Play Therapy Blog 5
In an effort to be relieved of prolonged free-floating anxiety, I began seeking holistic nourishment. Starting with classical Pilates, I added breathing exercises, visualization, guided meditation and even cranial sacral massage. Although each modality was rewarding and at times even healing, this exercise proved to be expensive, time consuming, and after awhile, not altogether satisfying.
Then the grandchildren came. Wanting to spend every waking moment with three delightful boys, I put on hold all therapies and entered their world completely. There was nothing they weren’t interested in and as I either participated or simply watched them cast their fishing rods, catch crabs, drive golf balls, learn to sail, I became lost in the moment, totally immersed (as were they) in each endeavor. To top it off, the seven year old (during down times!) introduced me to the art of bird watching! He dragged a long lost bird feeder out of the shed, filled the bird bath with water and had me join him on the window seat as he explained which species were coming and going.

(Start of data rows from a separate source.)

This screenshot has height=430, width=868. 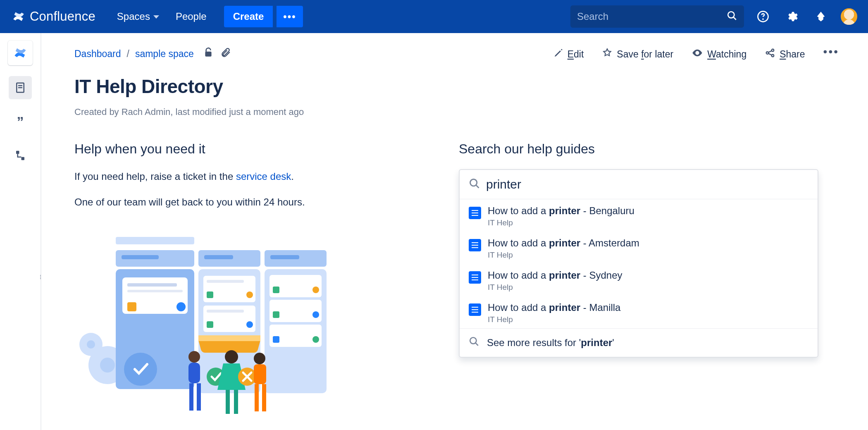 What do you see at coordinates (208, 54) in the screenshot?
I see `restrictions-button` at bounding box center [208, 54].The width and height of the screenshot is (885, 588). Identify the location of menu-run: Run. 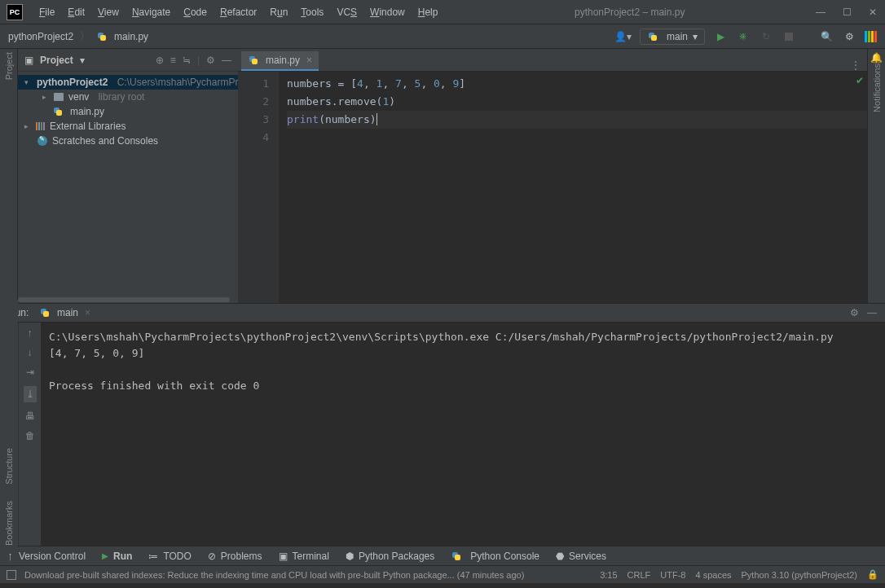
(279, 12).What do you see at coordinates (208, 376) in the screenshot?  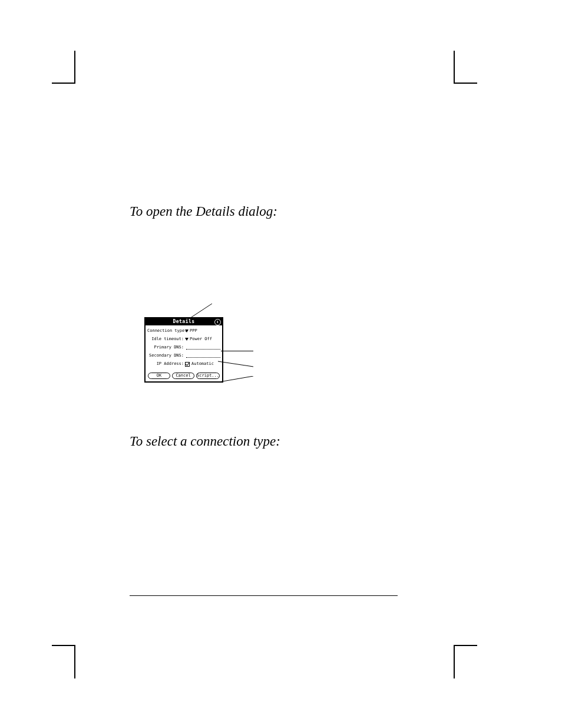 I see `script-button: Script...` at bounding box center [208, 376].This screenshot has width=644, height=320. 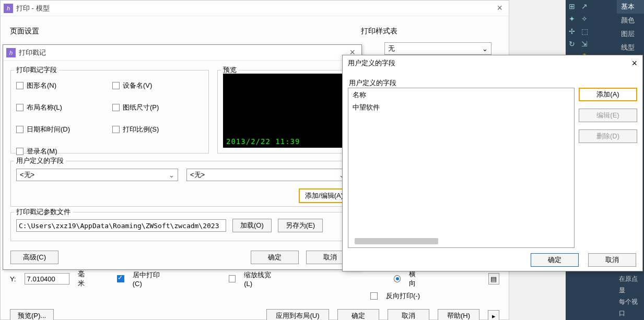 What do you see at coordinates (608, 136) in the screenshot?
I see `delete-button: 删除(D)` at bounding box center [608, 136].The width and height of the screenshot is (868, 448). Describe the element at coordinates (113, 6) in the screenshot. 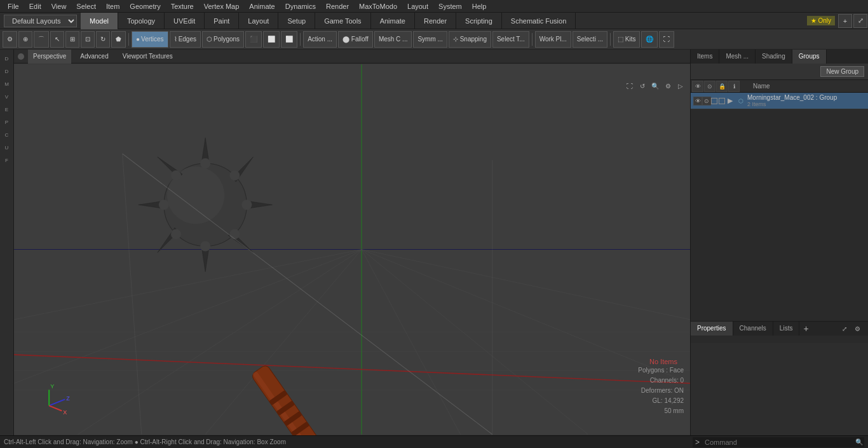

I see `menu-item: Item` at that location.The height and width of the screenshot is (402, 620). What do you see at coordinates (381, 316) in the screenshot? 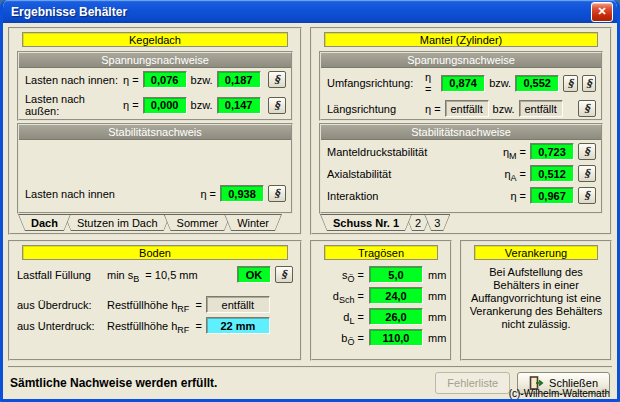
I see `tragoesen-row: dL = 26,0 mm` at bounding box center [381, 316].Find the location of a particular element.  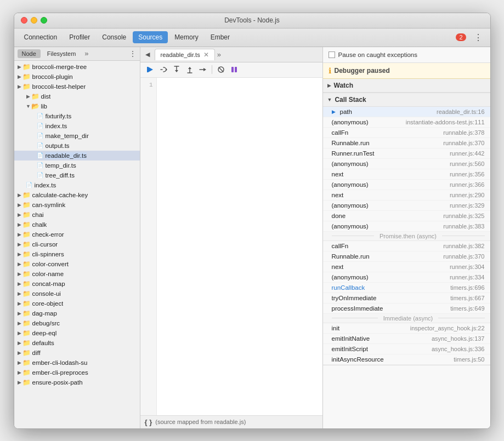

stack-frame-next-1: next runner.js:356 is located at coordinates (407, 174).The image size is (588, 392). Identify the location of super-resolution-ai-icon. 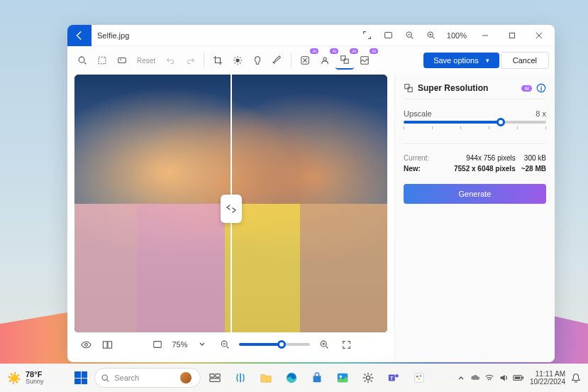
(345, 60).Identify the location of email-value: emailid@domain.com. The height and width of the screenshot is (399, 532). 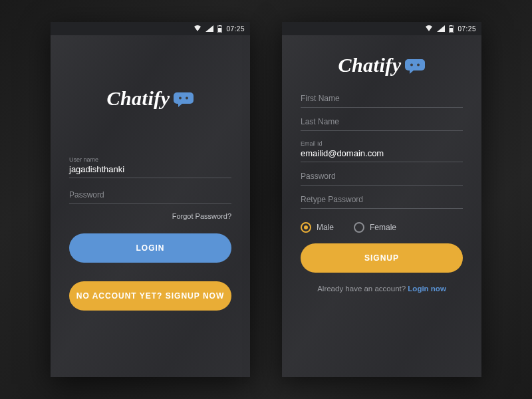
(382, 156).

As one day led into another, I noticed my back loosening up, depressing thoughts vacating my head, a new kick in my step, and my restless sleep patterns all but disappear. “We spend the first half of our life learning to be an adult,” Pablo Picasso said, “and the second half learning to be a child.” Had I all but forgotten all those conversations with my mentor, Joan Erikson, a child herself at the age of 92, as she talked about the importance of play? “The point is,” she would insist, “get out of your head and into your body. Don’t you know dear that when you are being curious and playful there is little opportunity to fail?”
In the end, it wasn’t formal therapy that would necessarily be the answer to my issues. Rather it was indulging in child’s play…being in the moment…a willingness to discover something new, delighting in serendipity, saying yes to the ordinary as well as the extraordinary.
“And a child shall lead them,” it says in the Bible, and so, once again they are doing for me…these grandsons who came east only for play have left me full of new wisdom and gratitude.